Art Doc of the Week | Loss of Nameless Things

One of the most difficult things about being a documentary filmmaker is having the courage to accept that the movie you set out to make – the one you fought for, struggled to raise money for, and roughly sketched out in your head before shooting even began – is not quite the movie you’re meant to make. It’s the willingness to let the story tell itself to you, and for you to not shape the story to fit preconceived notions of what it should be. In 2002 director Bill Rose set out to unpeel the real-life mystery surrounding playwright Oakley Hall III, a man with the charisma and powerful sex appeal of Jim Morrison who was once positioned to be the crown prince of American theater.
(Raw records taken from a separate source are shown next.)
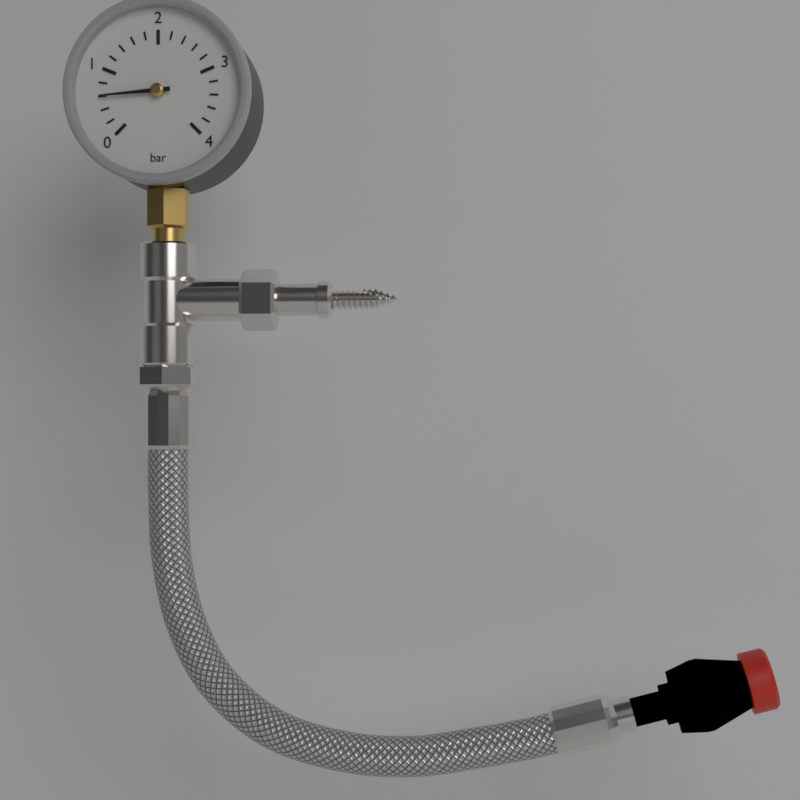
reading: 0.6 bar
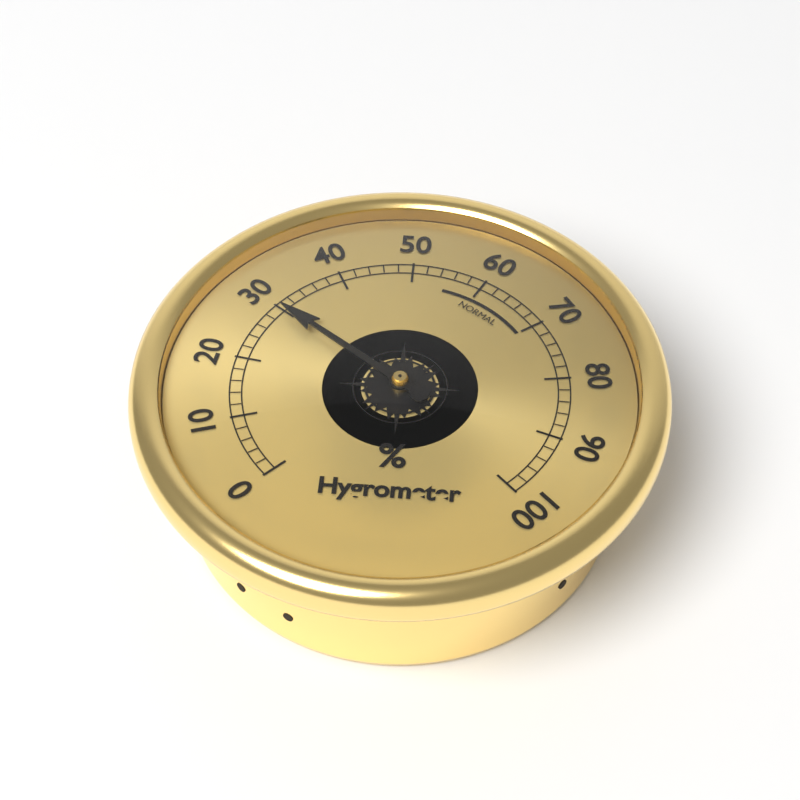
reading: 30 %
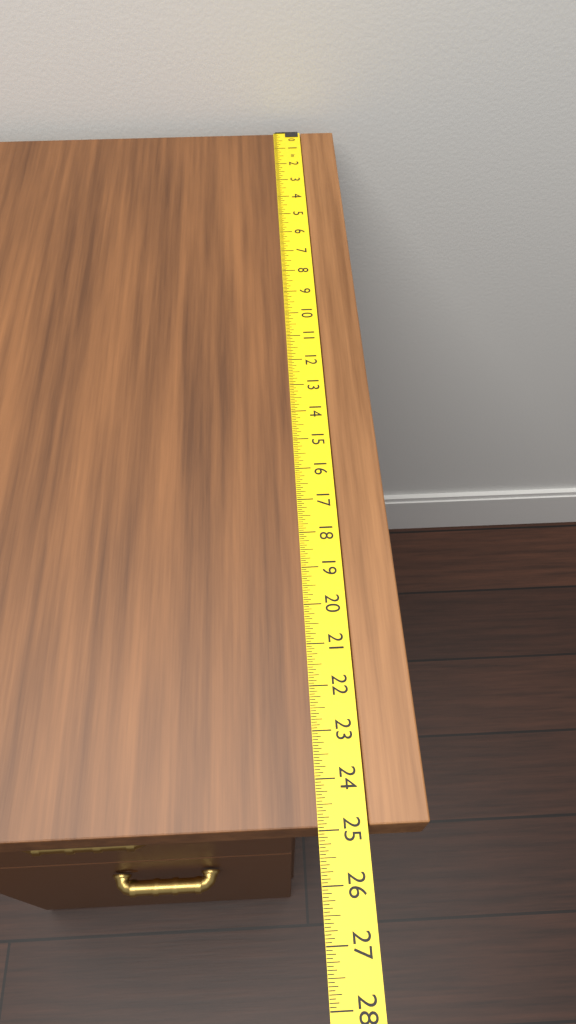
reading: 24.9375 in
On the cusp of breakthrough success, an unexplained fall from a bridge in 1978 left 28-year-old Hall with brain damage that robbed him of his artistic gifts and profoundly changed his personality. The events around the accident have always been murky, and Rose initially thought his movie would clear up what happened (what ever became of the stranger Hall was drinking with just before he fell?) and perhaps finally tie a neat bow around the story.

Instead, Loss of Nameless Things (named after a line in one of Hall’s plays) foregoes trying to clarify what happened the night of the accident, and instead focuses on who Hall was, and the rewarding life he painfully carved out after the tragic event. The film quietly becomes a moving, philosophical work about who we really are beneath the gifts and strengths we think define us at our core.

Delicately, leisurely unfolding the incredibly rich life Hall lived ore-accident (he died in February 2011) and the impressive life he mapping out after, the film initially pulls you into a feeling of heady ascent and endless possibility: Photographs, old home movie footage and endless glowing testimonials paint a young Hall who was gifted, physically gorgeous and clearly destined for greatness. When his story twists darkly, you feel it viscerally and Loss becomes an often painful meditation not only on the natures of art and creativity, but humanity itself.

What makes us who we are? If we’re stripped of the very qualities and assets we thought were the foundation of us, then what is left? The film ends on a grace note that answers the question with a simplicity that is humbling and inspiring.

Top photo: Oakley Hall III, in Lexington, NY in 1978. Courtesy the filmmaker.